The history of the world is one. The first century lives over again in the twentieth. All the factors of evil co-operate, as do those of good. There are but two kingdoms behind the numberless powers contending throughout the ages of human existence, that of Satan and that of Christ; though to our eyes their forces lie scattered and confused, and we distinguish ill between them. But the course of time quickens its pace, as if nearing some great issue. Science has given an immense impetus to human progress in almost all directions, and moral influences propagate themselves with greater speed than heretofore.
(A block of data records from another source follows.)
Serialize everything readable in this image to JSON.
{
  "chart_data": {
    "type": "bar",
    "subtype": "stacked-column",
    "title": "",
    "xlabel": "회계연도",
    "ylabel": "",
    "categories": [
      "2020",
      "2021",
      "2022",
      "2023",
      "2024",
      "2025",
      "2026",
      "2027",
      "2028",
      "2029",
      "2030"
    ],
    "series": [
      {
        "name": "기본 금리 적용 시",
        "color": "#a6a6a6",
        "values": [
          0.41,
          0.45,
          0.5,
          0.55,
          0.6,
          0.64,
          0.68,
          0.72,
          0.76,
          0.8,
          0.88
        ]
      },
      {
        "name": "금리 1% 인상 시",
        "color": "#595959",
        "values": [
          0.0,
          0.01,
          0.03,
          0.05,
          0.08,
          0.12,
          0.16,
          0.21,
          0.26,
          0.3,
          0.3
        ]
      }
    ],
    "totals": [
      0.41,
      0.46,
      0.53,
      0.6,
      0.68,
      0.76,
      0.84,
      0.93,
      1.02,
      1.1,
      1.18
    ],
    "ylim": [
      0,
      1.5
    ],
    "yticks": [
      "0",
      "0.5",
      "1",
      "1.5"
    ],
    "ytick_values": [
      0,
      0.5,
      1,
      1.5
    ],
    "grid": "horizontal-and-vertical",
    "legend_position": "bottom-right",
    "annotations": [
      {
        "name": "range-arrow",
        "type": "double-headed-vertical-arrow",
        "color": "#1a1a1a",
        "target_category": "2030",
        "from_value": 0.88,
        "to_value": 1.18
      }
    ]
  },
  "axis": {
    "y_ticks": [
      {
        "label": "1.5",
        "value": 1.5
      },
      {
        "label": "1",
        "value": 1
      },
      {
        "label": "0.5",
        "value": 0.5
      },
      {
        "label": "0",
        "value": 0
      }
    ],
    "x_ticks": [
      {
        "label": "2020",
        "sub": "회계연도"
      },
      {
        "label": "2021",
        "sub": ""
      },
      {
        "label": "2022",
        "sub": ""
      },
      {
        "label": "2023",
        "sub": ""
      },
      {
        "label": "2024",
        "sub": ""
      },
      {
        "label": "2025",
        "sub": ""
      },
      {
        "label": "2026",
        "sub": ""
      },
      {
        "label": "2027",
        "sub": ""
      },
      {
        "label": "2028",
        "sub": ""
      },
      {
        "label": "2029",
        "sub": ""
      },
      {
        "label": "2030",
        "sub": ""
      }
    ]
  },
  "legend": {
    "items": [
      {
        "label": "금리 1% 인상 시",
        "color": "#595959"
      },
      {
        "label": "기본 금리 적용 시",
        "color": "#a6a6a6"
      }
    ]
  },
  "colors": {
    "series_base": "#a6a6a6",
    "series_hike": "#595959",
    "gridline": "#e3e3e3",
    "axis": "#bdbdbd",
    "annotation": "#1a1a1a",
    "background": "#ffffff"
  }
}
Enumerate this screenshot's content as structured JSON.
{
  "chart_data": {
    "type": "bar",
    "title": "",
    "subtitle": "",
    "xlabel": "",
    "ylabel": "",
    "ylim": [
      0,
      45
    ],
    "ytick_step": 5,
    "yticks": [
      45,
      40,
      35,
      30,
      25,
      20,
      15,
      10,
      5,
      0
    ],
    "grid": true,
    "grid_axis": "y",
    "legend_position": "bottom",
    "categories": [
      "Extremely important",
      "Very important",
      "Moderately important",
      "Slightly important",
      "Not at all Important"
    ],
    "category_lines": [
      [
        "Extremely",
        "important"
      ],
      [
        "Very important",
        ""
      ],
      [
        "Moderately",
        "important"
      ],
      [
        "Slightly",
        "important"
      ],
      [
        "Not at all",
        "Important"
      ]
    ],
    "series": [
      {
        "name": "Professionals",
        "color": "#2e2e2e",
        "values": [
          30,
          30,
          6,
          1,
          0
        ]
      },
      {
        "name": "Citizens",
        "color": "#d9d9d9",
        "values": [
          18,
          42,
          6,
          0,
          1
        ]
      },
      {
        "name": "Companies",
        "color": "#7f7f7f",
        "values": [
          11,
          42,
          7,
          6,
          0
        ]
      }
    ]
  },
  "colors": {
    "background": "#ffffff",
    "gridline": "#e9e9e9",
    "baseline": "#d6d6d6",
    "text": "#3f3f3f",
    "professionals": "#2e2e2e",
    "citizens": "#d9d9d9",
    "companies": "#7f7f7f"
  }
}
There is going on a rapid interfusion of thought, a unifying of the world’s life and a gathering together of the forces on either side to “the valley of decision,” that seem to portend some worldwide crisis, in which the glorious promises or dark forebodings of revelation, or both at once, will be anew fulfilled. Still Christ’s words stand, as St Augustine said, to put down “the fingers of the calculators[14].” It is not for us to know times or seasons. What backward currents may arise in our secular progress, what new seals are to be opened in the book of human fate, and through what cycles the evolution of God’s purpose for mankind has yet to run, we cannot guess.
[14] “Omnes calculantium digitos resolvit”; on Matthew 24:36.